The Inevitability of Peaceful Revolution
Lance Schuttler – Since the Occupy Wall Street protests in late 2011, the world has seen continued cries for justice, peace and equality.
Lance Schuttler – Since the Occupy Wall Street protests in late 2011, the world has seen continued cries for justice, peace and equality.
Laura Gottesdiener, Waging Nonviolence Contributor Waking Times Occupy Homes MN supporters march down Portland Avenue to reclaim a vacant foreclosed house in Minneapolis. Photo credit: MrBrownPhoto.com via Occupy Homes MN. “We are about to take this house over, okay?” shouted Reneka Wheeler, speaking slowly and emphasizing each word as she stood in front of a …
Laura Gottesdiener, Waging Nonviolence Contributor Waking Times I’m not sure when I realized that we were in the middle of a full-blown disaster. Maybe it was when I saw the outline of a National Guard soldier hanging off the side of a hummer on a blackened strip of Rockaway Boulevard. Perhaps it was when I …
Editor’s Note: Waking Times is excited to feature this article by the editor of IMOS Journal, The International Journal of Qigong and Taiji Culture. Anthony Guilbert’, Contributing Writer Waking Times Whether you believe movements like ‘Occupy Wall Street,’ or ‘We are the 99%,’ represent valid social concerns, what is clear is that they are representative …
Peter Rugh, Waging Nonviolence Contributor Waking Times Occupy Nukes demonstrations were held in towns and cities across the United States on Monday, marking the anniversary of the atomic bombing of Hiroshima on August 6, 1945. Approximately 140,000 civilians were killed by the bomb, code-named Little Boy, while hundreds of thousands died later of cancer, and thousands more …
Waking Times If the Bilderberg Group is the geopolitical tentacle of the New World Order, Bohemian Grove is slippery underbelly of occultism that is the ultimate expression of the misanthropy inherent at the highest levels of global elitist thought. Similar to Bilderberg, Bohemian Grove was flatly denounced as tin-foil hat conspiracy nonsense until the alternative …
Cynthia Boaz, Waging Nonviolence Contributor Waking Times One of the consequences of the Occupy movement’s emergence onto the scene over the last nine months is the escalating disagreement about the role of various strands of nonviolence and nonviolent action in the struggle. In the process, misconceptions about nonviolent strategy are being unfortunately perpetuated by earnest …
“We have to reclaim our voices, we have to demand to be heard,” she says. “The energy and the outrage and the righteousness of the Occupy movement [needs] to latch on to the war problem — for us to understand the connection and talk about it.” Bolger urges people to find “the motivation to step outside their comfort zone a little bit.”
“For ten years people in Albany have tried to turn the Gill Tract into an urban farm and more open space for the community,” explains Jackie Hermes-Fletcher, an Albany resident and public school teacher for 38 years. “The people in the Bay Area deserve to use this treasure of land for an urban farm to help secure the future of our children.”
What options are available for redress? Inevitably, the answer given is politics: run a candidate, vote in elections, pass legislation and win incremental reforms that shift the system in favor of the common person. Yet we have seen scores of politicians come and go with no satisfactory change in how this system operates. Almost invariably, these candidates turn into our enemies and, in the rare instance where a potential ally takes the field, they are dismissed as unserious and silly.
The Century Aluminum factory in Ravenswood, W.Va., had seen struggles before. In 1990, 1,700 union workers at what was then called Ravenswood Aluminum Corporation were locked out in an effort to drastically cut wages. When the plant closed in 2009, laying off 651 workers, Century Aluminum promised workers that their health benefits would continue.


Work task ::
The whole listing needs retyping exactly; keep the pictures out of it.

Supplied records section start

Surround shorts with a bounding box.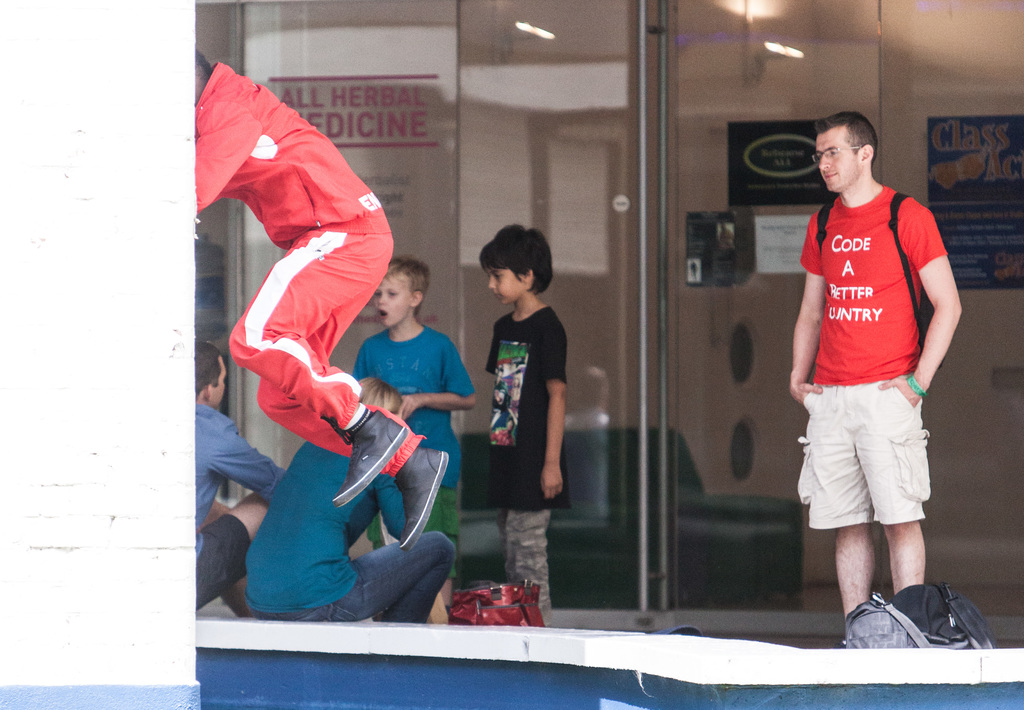
bbox=(367, 491, 458, 576).
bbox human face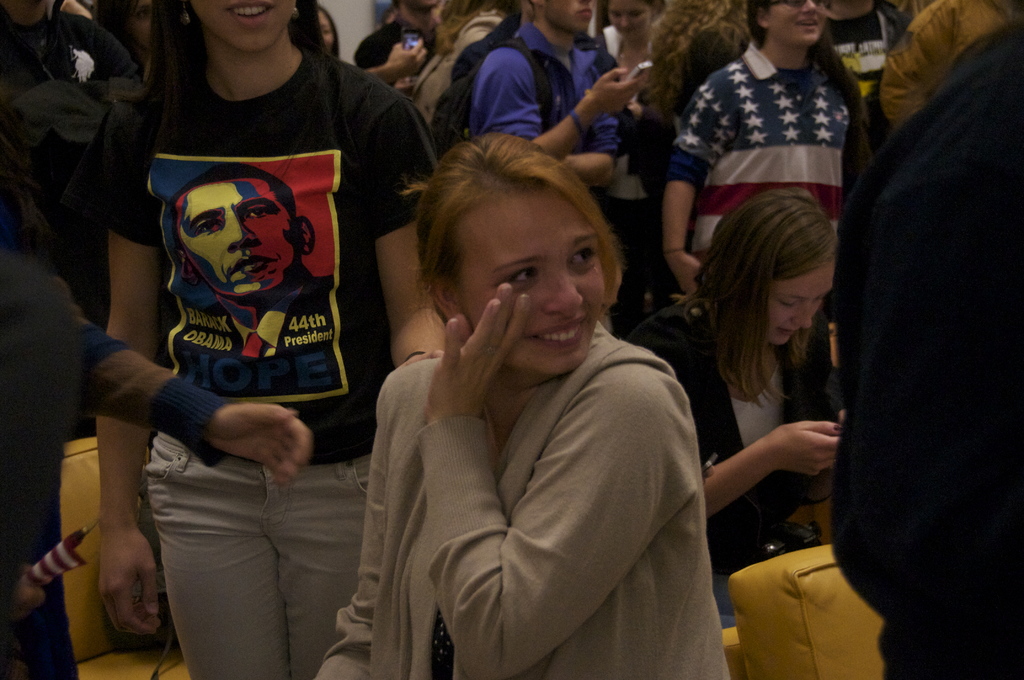
l=317, t=6, r=335, b=51
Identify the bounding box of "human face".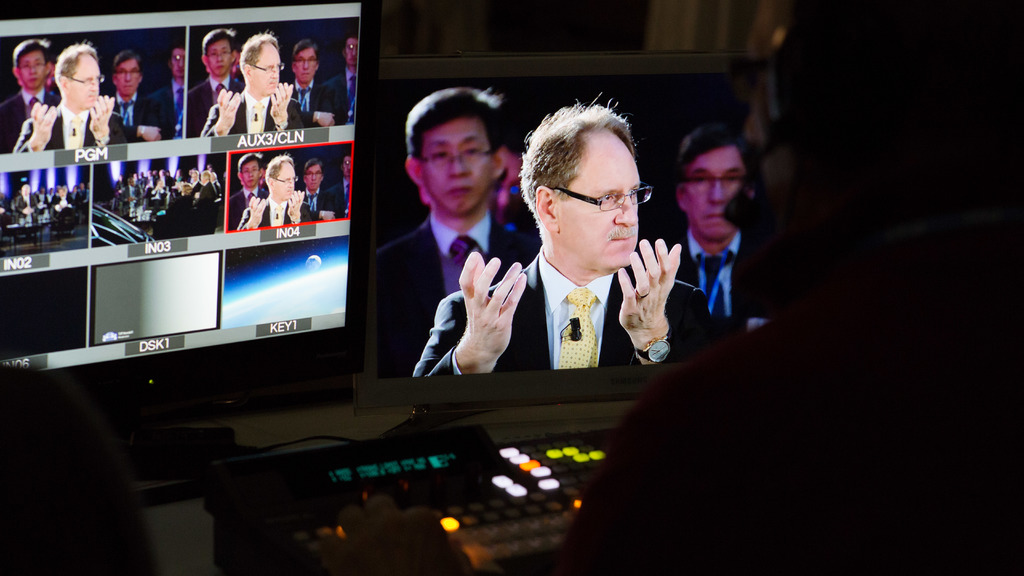
left=305, top=166, right=320, bottom=189.
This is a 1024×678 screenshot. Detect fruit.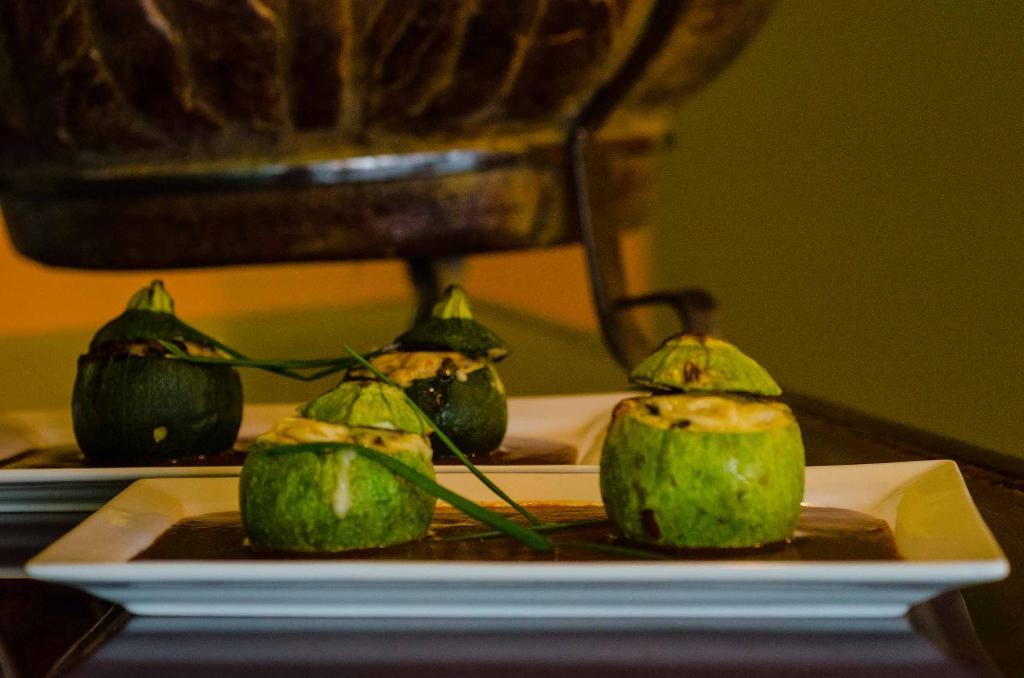
{"left": 599, "top": 335, "right": 808, "bottom": 550}.
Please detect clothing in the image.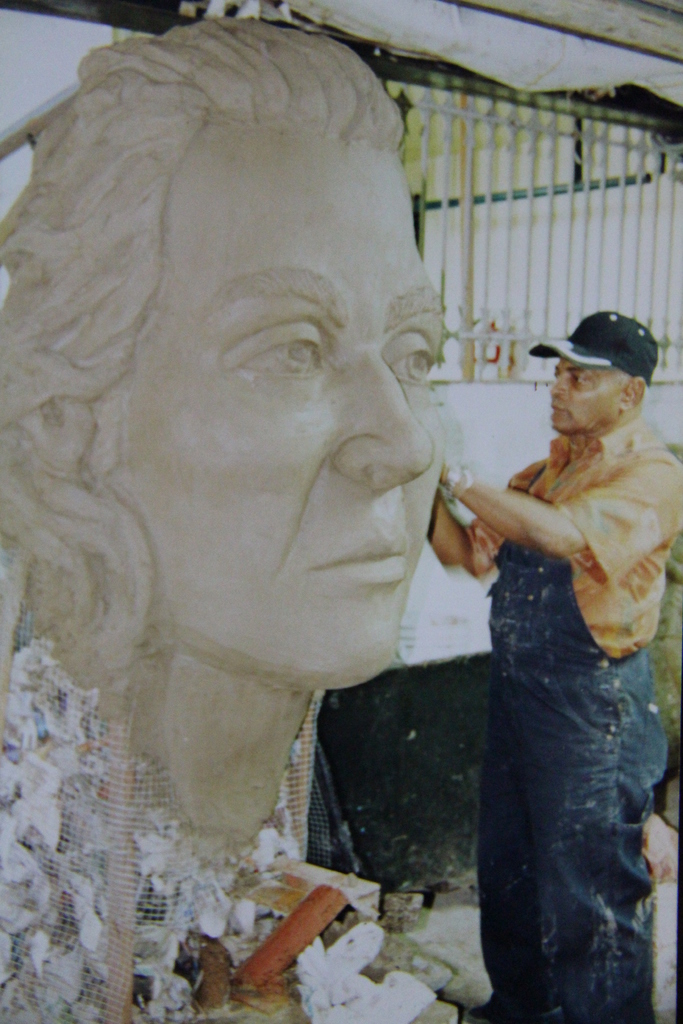
rect(447, 309, 679, 990).
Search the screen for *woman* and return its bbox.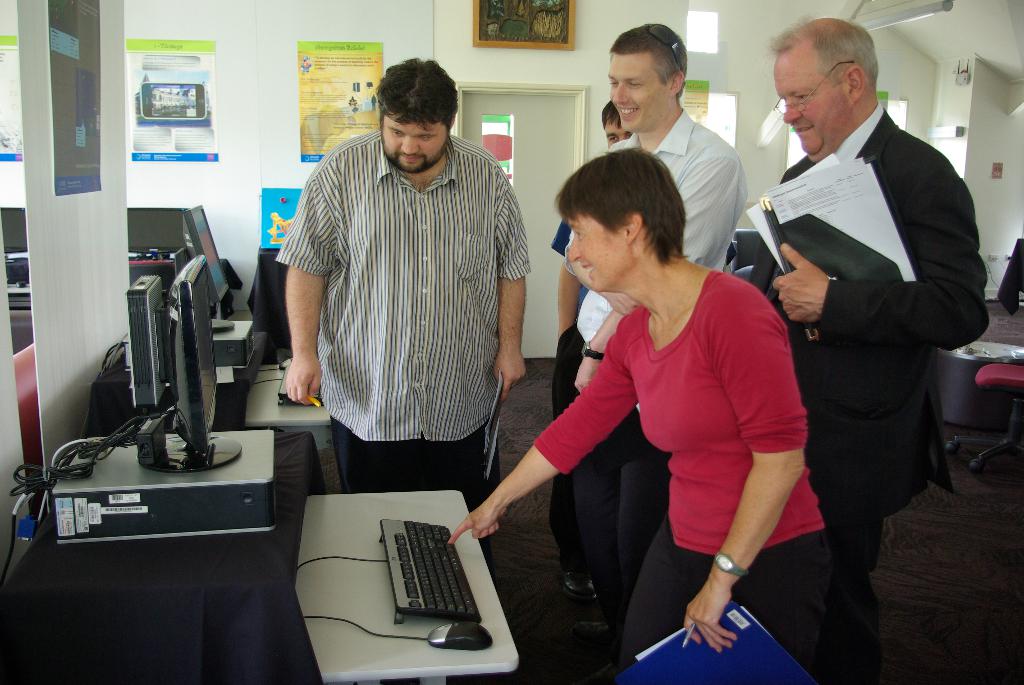
Found: BBox(447, 142, 835, 684).
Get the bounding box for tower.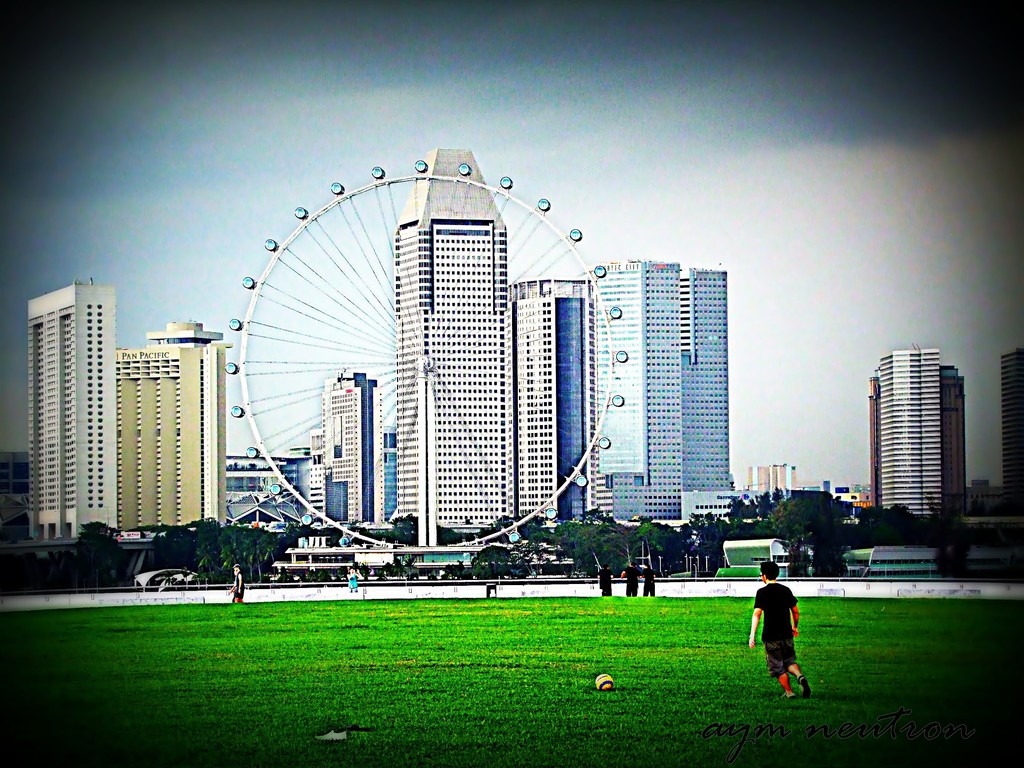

Supplied records section end

Your solution ::
Surround shorts with a bounding box.
bbox=(367, 491, 458, 576).
bbox human face
l=317, t=6, r=335, b=51
Identify the bounding box of "human face".
left=305, top=166, right=320, bottom=189.
This is a 1024×678 screenshot. Detect fruit.
{"left": 599, "top": 335, "right": 808, "bottom": 550}.
Please detect clothing in the image.
rect(447, 309, 679, 990).
Search the screen for *woman* and return its bbox.
Found: BBox(447, 142, 835, 684).
Get the bounding box for tower.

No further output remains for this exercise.